We face similarly complex and on-the-edge questions with AI. Consider the possibility of machines thinking ahead of us or even outthinking us. What do we do? Trust the advice provided by an algorithm or that offered by family, friends or colleagues? Would we consult an AI-driven robot doctor with a perfect or near-perfect diagnosis success-rate – or stick with the human physician with the assuring bedside manner who has known us for years? How do we maintain our individuality, the source of our diversity and democracy, in the digital age?
SHAPING THE OUTCOME: The more we think about how to harness the technology revolution, the more we will examine ourselves and the underlying social models that these technologies embody and enable, and the more we will have an opportunity to shape the revolution in a manner that improves the state of the world. Source: The Fourth Industrial Revolution by Klaus Schwab
There are no morals about technology at all. Technology expands our ways of thinking about things, expands our ways of doing things. If we are bad people, we use technology for bad purposes, and if we are good people, we use it for good purposes. The simple truth is that any technology can be used for good or for ill, and that no technology comes up with its own purposely designed value system. Humans decide. Source: The Great Narrative by Klaus Schwab and Thierry Malleret (2022)

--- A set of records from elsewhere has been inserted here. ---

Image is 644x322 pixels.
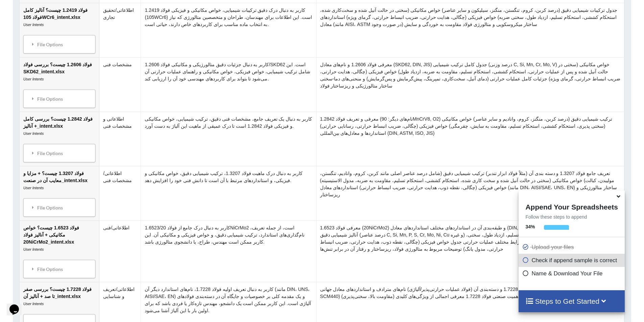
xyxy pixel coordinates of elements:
div: File Options [25,262,93,276]
h4: Append Your Spreadsheets [519,201,624,211]
i: User Intents [23,302,44,306]
p: Upload your files [522,243,623,251]
iframe: chat widget [7,295,28,316]
td: کاربر به دنبال درک ماهیت فولاد 1.3207، ترکیب شیمیایی دقیق، خواص مکانیکی و فیزیکی، و استانداردهای ... [141,166,316,220]
div: File Options [25,201,93,215]
td: جدول ترکیبات شیمیایی دقیق (درصد کربن، کروم، تنگستن، منگنز، سیلیکون و سایر عناصر) خواص مکانیکی (سخ... [316,2,624,57]
td: مشخصات فنی [100,57,141,111]
i: User Intents [23,131,44,135]
td: کاربر به دنبال جزئیات دقیق متالورژیکی و مکانیکی فولاد 1.2606/SKD62 است. این شامل ترکیب شیمیایی، خ... [141,57,316,111]
h4: Steps to Get Started [525,297,618,306]
td: اطلاعاتی/تحقیق تجاری [100,2,141,57]
td: کاربر به دنبال یک تعریف جامع، مشخصات فنی دقیق، ترکیب شیمیایی، خواص مکانیکی و فیزیکی فولاد 1.2842 ... [141,111,316,166]
td: اطلاعاتی و مشخصات فنی [100,111,141,166]
td: اطلاعاتی/مشخصات فنی [100,166,141,220]
p: Check if append sample is correct [522,256,623,265]
p: Follow these steps to append [519,214,624,220]
td: کاربر به دنبال درک دقیق ترکیبات شیمیایی، خواص مکانیکی و فیزیکی فولاد 1.2419 (105WCr6) است. این اط... [141,2,316,57]
td: معرفی و تعریف فولاد 1.2842 (نام‌های دیگر: 90MnCrV8, O2) ترکیب شیمیایی دقیق (درصد کربن، منگنز، کرو... [316,111,624,166]
i: User Intents [23,247,44,251]
div: File Options [25,146,93,160]
div: File Options [25,37,93,51]
td: فولاد 1.2842 چیست؟ بررسی کامل + آنالیز_intent.xlsx [19,111,99,166]
td: فولاد 1.6523 چیست؟ خواص مکانیکی + آنالیز فولاد 20NiCrMo2_intent.xlsx [19,220,99,282]
td: فولاد 1.2419 چیست؟ آنالیز کامل فولاد 105WCr6_intent.xlsx [19,2,99,57]
p: Name & Download Your File [522,269,623,278]
div: File Options [25,92,93,106]
td: اطلاعاتی/فنی [100,220,141,282]
td: فولاد 1.3207 چیست؟ + مزایا و معایب آن در صنعت_intent.xlsx [19,166,99,220]
i: User Intents [23,22,44,27]
td: معرفی فولاد 1.6523 (20NiCrMo2) و طبقه‌بندی آن در استانداردهای مختلف استانداردهای معادل (DIN, AISI... [316,220,624,282]
td: کاربر به دنبال درک جامع از فولاد 1.6523/20NiCrMo2 است، از جمله تعریف، نام‌گذاری‌های استاندارد، تر... [141,220,316,282]
td: فولاد 1.2606 چیست؟ بررسی فولاد SKD62_intent.xlsx [19,57,99,111]
i: User Intents [23,186,44,190]
td: معرفی فولاد 1.2606 و نام‌های معادل (SKD62, DIN, JIS) جدول کامل ترکیب شیمیایی (درصد وزنی C, Si, Mn... [316,57,624,111]
td: تعریف جامع فولاد 1.3207 و دسته بندی آن (مثلاً فولاد ابزار تندبر) ترکیب شیمیایی دقیق (شامل درصد عن... [316,166,624,220]
i: User Intents [23,77,44,81]
b: 34 % [525,224,535,229]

Multi-stakeholders: To unleash the promise of the 4th Industrial Revolution, it is crucial to ensure that the benefits are distributed fairly across all stakeholders. These stakeholders are developing countries still struggling to grasp the benefits of prior industrial revolutions; the environment and natural world in general, which has borne the externalities of technological change across all industrial revolutions at a cost to other species and future generations; and the majority of individuals around the world without the benefit of extremely high incomes or political power.
Environmental changes call for faster mitigation and adaptation measures – not least in developed regions where the burden of climate change is biggest. The impact of new technologies on wealth distribution and social cohesions is revealing that our political systems and economic models are failing to fairly provide opportunities for all citizens. This means having the courage to confront existing economic and political paradigms and reshaping them to empower individuals regardless of ethnicity, age, gender, or background.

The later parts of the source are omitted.